Where I Stand — Mike O’Callaghan: Courts deserve better
Thursday, Oct. 5, 2000 | 10:04 a.m.
Mike O'Callaghan is the Las Vegas Sun executive editor.
Here we go again. Congress has been seriously considering a cheap way out of a situation it created. The sad part about this latest bit of foolishness is the help that Sen. Mitch McConnell claims he is receiving from Chief Justice of the United States William Rehnquist.
For too many decades Congress has played with the salaries of federal judges. Some years this has been done to punish men and women jurists who have decided cases based on the U.S. Constitution and not the whims of politicians. Other times pay increases have been denied by an envious legislative branch that conveniently forgets the courts are an equal branch of government.
Eleven years ago a law was passed that banned judges from accepting honorariums, including payments for giving speeches. McConnell is now pushing to remove this ban and allow judges to accept speaking fees. Why is he eager to make this exception? I can't believe it's to help the judiciary, but rather to get a foot in the door for lawmakers to again accept large direct contributions from corporations under the guise of an honorarium. Whatever McConnell's reasoning, it's a backward step for the judiciary in the minds of the American people. If any attempt to weaken the judiciary is successful and is included in the Justice Department spending bill, then President Clinton should veto it.
On Tuesday Nevada's Sen. Harry Reid and Sen. Pat Roberts, R-Kan., wisely got together to kill McConnell's snake. They recognized the return of honorariums for the havoc it would wreak on the public's trust in the judiciary. Will this snake stay dead or will it return in some other form next year?
When the honorarium ban was passed in 1989 it came with a pledge that the judges would receive regular cost-of-living increases. Like so many other congressional promises it hasn't been kept. Because of this our federal judges have continued to fall behind the salaries of practicing attorneys who appear before them. Even more irritating is the ability of lawyers two and three years out of law school being paid more by big firms than senior judges receive.
The courts have long been the whipping boy for some members of Congress. House Majority Whip Tom DeLay, R-Texas, has gone as far as saying "the judges need to be intimidated" and threatens impeachment for those who don't agree to interpret the law as he sees it. This absurd conduct contributes to petty actions like "forgetting" to include judges in cost-of-living increases.
Twenty years ago the U.S. Supreme Court ruled that Congress couldn't repeal a raise for judges. This encouraged Congress to pass a law that kept judicial salaries from rising unless specifically included in a pay raise law. That requirement was automatically waived until 1997 when DeLay and his cohorts defeated the amendment to waive the requirement.
It has been this kind of nit-picking that continues to throw a shadow over Congress as a respectable branch of government. Now some in that body want to participate in throwing our judges back into the same dark shadow of public doubt that they have created for themselves. Such shadows don't seem to bother many members of Congress, but Americans expect the judiciary to be at least one cut above the legislators.
One answer to the entire mess is to bring the pay of our judges up, and then without quibbling grant the cost-of-living increases given to Congress. Next year the new chief executive will receive a salary of $400,000. There should be no question that the chief of judiciary should receive two-thirds of that amount with his associates and other federal judges also moving up the salary scale an equal percentage.
The removal of the ban on speaker fees would be unfair to the judges and to the entire system. The quality of men and women we deserve to have sitting as federal judges should expect to be compensated fairly and be held above the bondage Congress would like to impose.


- What you should do
Please copy every line of the records below that holds the word "Trade".

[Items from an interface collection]
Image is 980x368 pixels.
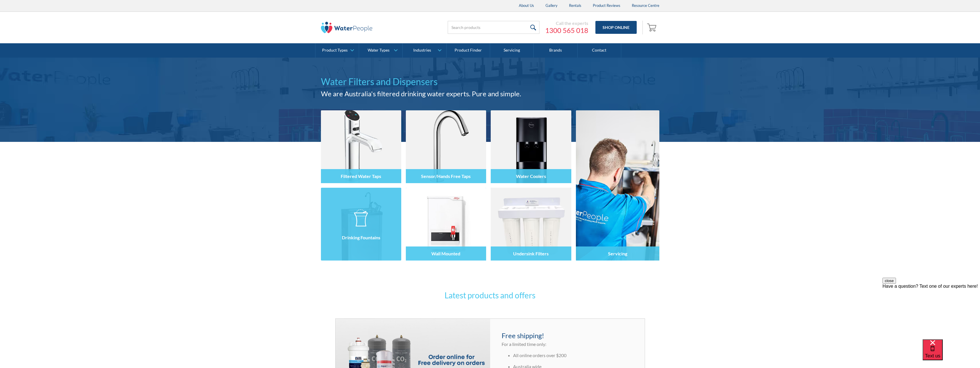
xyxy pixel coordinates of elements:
[421,173,471,179] h4: Sensor/Hands Free Taps
[491,110,571,183] img: Water Coolers
[647,23,658,32] img: shopping cart
[447,43,490,57] a: Product Finder
[431,251,461,256] h4: Wall Mounted
[595,21,637,34] a: Shop Online
[316,43,359,57] a: Product Types
[576,110,660,261] a: Servicing
[646,21,660,34] a: Open empty cart
[321,110,401,183] img: Filtered Water Taps
[359,43,403,57] a: Water Types
[403,43,446,57] a: Industries
[513,352,633,359] li: All online orders over $200
[323,48,347,53] div: Product Types
[546,26,588,35] a: 1300 565 018
[342,234,381,240] h4: Drinking Fountains
[516,173,546,179] h4: Water Coolers
[609,251,627,256] h4: Servicing
[502,331,633,341] h4: Free shipping!
[406,188,487,261] img: Wall Mounted
[341,173,382,179] h4: Filtered Water Taps
[513,251,549,256] h4: Undersink Filters
[534,43,577,57] a: Brands
[490,43,534,57] a: Servicing
[923,339,980,368] iframe: podium webchat widget bubble
[321,22,373,33] img: The Water People
[546,20,588,26] div: Call the experts
[406,110,487,183] img: Sensor/Hands Free Taps
[448,21,539,34] input: Search products
[491,188,571,261] img: Undersink Filters
[378,289,602,301] h3: Latest products and offers
[413,48,431,53] div: Industries
[578,43,622,57] a: Contact
[502,341,633,348] p: For a limited time only:
[321,188,401,261] img: Drinking Fountains
[883,278,980,346] iframe: podium webchat widget prompt
[368,48,389,53] div: Water Types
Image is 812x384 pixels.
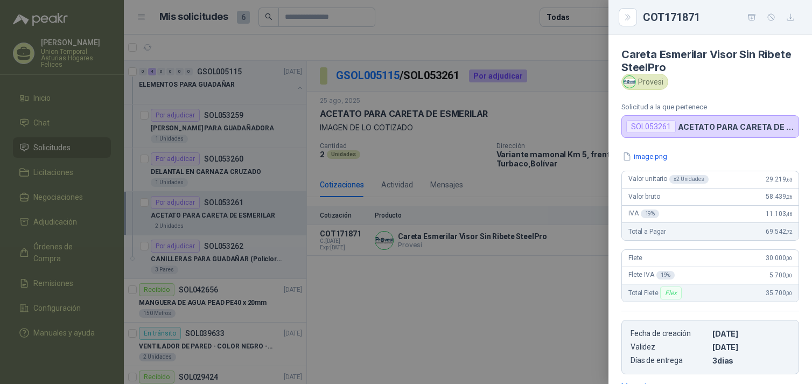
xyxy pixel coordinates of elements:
span: 35.700 [765,289,792,297]
img: Company Logo [623,76,635,88]
div: x 2 Unidades [669,175,708,184]
span: 11.103 [765,210,792,217]
span: ,00 [785,290,792,296]
span: Valor unitario [628,175,708,184]
div: 19 % [656,271,675,279]
span: ,00 [785,272,792,278]
span: Valor bruto [628,193,659,200]
div: 19 % [641,209,659,218]
div: Provesi [621,74,668,90]
h4: Careta Esmerilar Visor Sin Ribete SteelPro [621,48,799,74]
p: 3 dias [712,356,790,365]
span: ,46 [785,211,792,217]
p: ACETATO PARA CARETA DE ESMERILAR [678,122,794,131]
span: 30.000 [765,254,792,262]
p: [DATE] [712,329,790,338]
span: 58.439 [765,193,792,200]
span: 29.219 [765,175,792,183]
span: ,72 [785,229,792,235]
div: SOL053261 [626,120,676,133]
span: ,26 [785,194,792,200]
span: Total Flete [628,286,684,299]
p: Solicitud a la que pertenece [621,103,799,111]
p: [DATE] [712,342,790,351]
span: ,63 [785,177,792,182]
span: Total a Pagar [628,228,666,235]
span: IVA [628,209,659,218]
div: COT171871 [643,9,799,26]
div: Flex [660,286,681,299]
p: Días de entrega [630,356,708,365]
span: ,00 [785,255,792,261]
p: Fecha de creación [630,329,708,338]
span: 69.542 [765,228,792,235]
button: Close [621,11,634,24]
button: image.png [621,151,668,162]
span: Flete [628,254,642,262]
p: Validez [630,342,708,351]
span: 5.700 [769,271,792,279]
span: Flete IVA [628,271,674,279]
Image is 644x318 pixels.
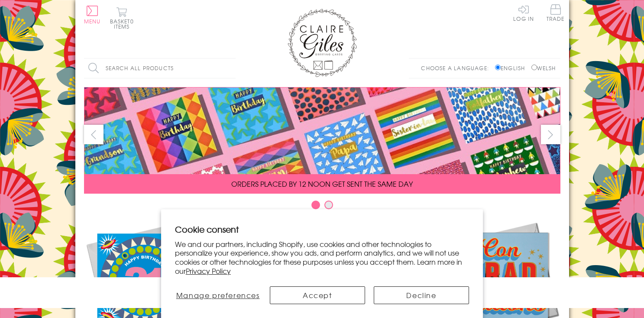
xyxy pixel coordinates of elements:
[84,125,103,145] button: prev
[175,223,469,236] h2: Cookie consent
[288,9,357,77] img: Claire Giles Greetings Cards
[176,290,260,301] span: Manage preferences
[231,178,413,189] span: ORDERS PLACED BY 12 NOON GET SENT THE SAME DAY
[374,287,469,304] button: Decline
[110,7,134,29] button: Basket0 items
[513,4,534,22] a: Log In
[84,17,101,25] span: Menu
[186,266,231,276] a: Privacy Policy
[227,58,235,78] input: Search
[175,240,469,276] p: We and our partners, including Shopify, use cookies and other technologies to personalize your ex...
[541,125,560,145] button: next
[495,64,529,72] label: English
[175,287,261,304] button: Manage preferences
[312,201,320,209] button: Carousel Page 1 (Current Slide)
[532,64,556,72] label: Welsh
[495,65,501,70] input: English
[532,65,537,70] input: Welsh
[270,287,365,304] button: Accept
[547,4,565,22] span: Trade
[324,201,333,209] button: Carousel Page 2
[421,64,493,72] p: Choose a language:
[84,201,560,214] div: Carousel Pagination
[84,6,101,24] button: Menu
[84,58,235,78] input: Search all products
[114,17,134,30] span: 0 items
[547,4,565,23] a: Trade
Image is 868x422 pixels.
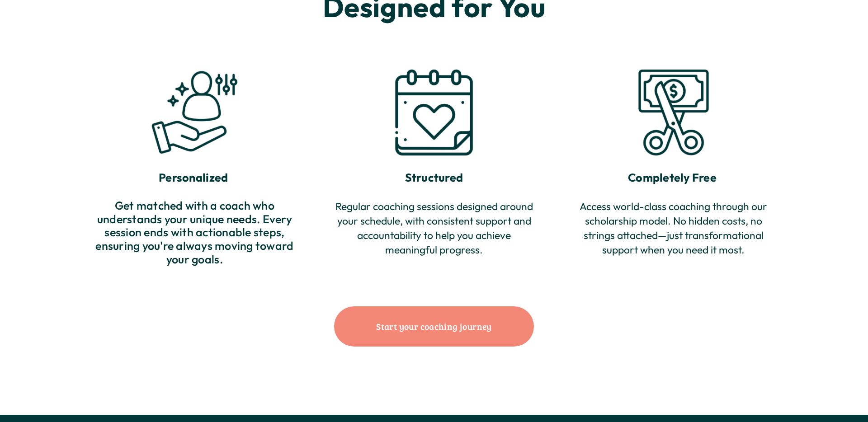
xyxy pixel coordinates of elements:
[94,199,295,267] h4: Get matched with a coach who understands your unique needs. Every session ends with actionable st...
[573,199,774,257] p: Access world-class coaching through our scholarship model. No hidden costs, no strings attached—j...
[334,307,534,347] a: Start your coaching journey
[159,170,228,185] strong: Personalized
[405,170,463,185] strong: Structured
[334,199,534,257] p: Regular coaching sessions designed around your schedule, with consistent support and accountabili...
[628,170,716,185] strong: Completely Free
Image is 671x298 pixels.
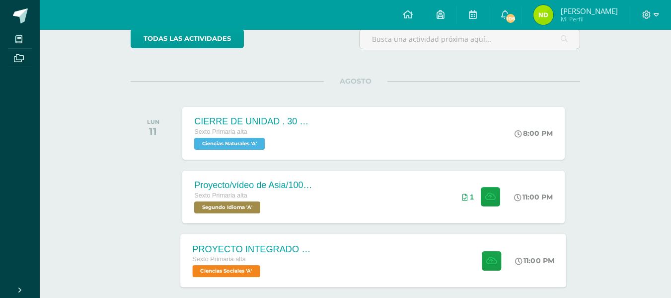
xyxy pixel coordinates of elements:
div: Archivos entregados [462,193,474,201]
div: 11:00 PM [514,192,553,201]
span: Segundo Idioma 'A' [194,201,260,213]
span: Sexto Primaria alta [194,192,247,199]
span: Ciencias Sociales 'A' [193,265,260,277]
div: 11:00 PM [516,256,555,265]
span: Sexto Primaria alta [194,128,247,135]
span: 106 [505,13,516,24]
span: 1 [470,193,474,201]
div: CIERRE DE UNIDAD . 30 ptos [194,116,313,127]
span: Mi Perfil [561,15,618,23]
div: PROYECTO INTEGRADO DE CIENCIAS SOCIALES Y KAQCHIQUEL, VALOR 30 PUNTOS. [193,243,313,254]
span: Ciencias Naturales 'A' [194,138,265,150]
a: todas las Actividades [131,29,244,48]
input: Busca una actividad próxima aquí... [360,29,580,49]
span: [PERSON_NAME] [561,6,618,16]
div: 11 [147,125,159,137]
span: Sexto Primaria alta [193,255,246,262]
div: 8:00 PM [515,129,553,138]
span: AGOSTO [324,76,387,85]
div: Proyecto/vídeo de Asia/100ptos. [194,180,313,190]
div: LUN [147,118,159,125]
img: b1ededa5872e6fb6900a00853b66f5ce.png [533,5,553,25]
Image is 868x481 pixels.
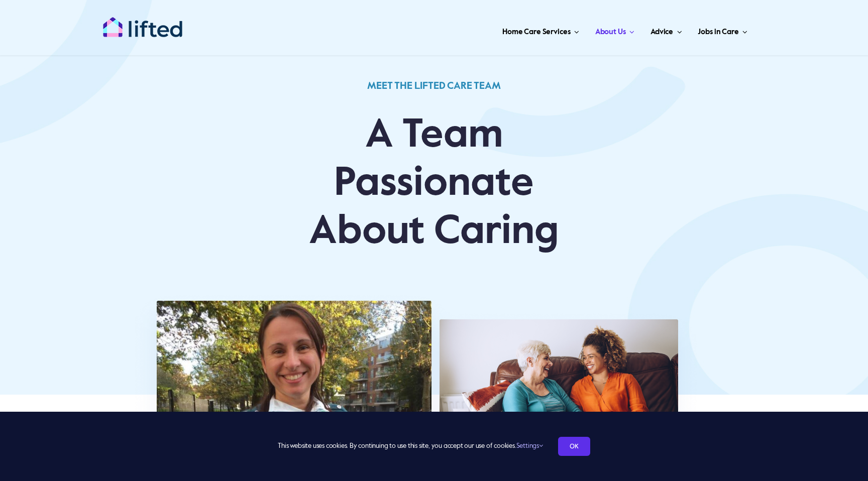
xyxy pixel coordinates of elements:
span: Jobs in Care [698,24,738,40]
a: Advice [648,15,684,45]
a: OK [558,437,590,456]
nav: Main Menu [215,15,750,45]
span: About Us [595,24,626,40]
span: Advice [651,24,672,40]
h1: MEET THE LIFTED CARE TEAM [275,66,593,107]
a: Settings [516,442,543,449]
span: Home Care Services [502,24,570,40]
a: Home Care Services [499,15,582,45]
a: lifted-logo [103,17,182,27]
a: About Us [592,15,638,45]
span: This website uses cookies. By continuing to use this site, you accept our use of cookies. [277,438,543,454]
span: A Team Passionate About Caring [309,116,559,252]
a: Jobs in Care [694,15,750,45]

- Worked solution
[547,4,565,22] span: Trade
[547,4,565,23] a: Trade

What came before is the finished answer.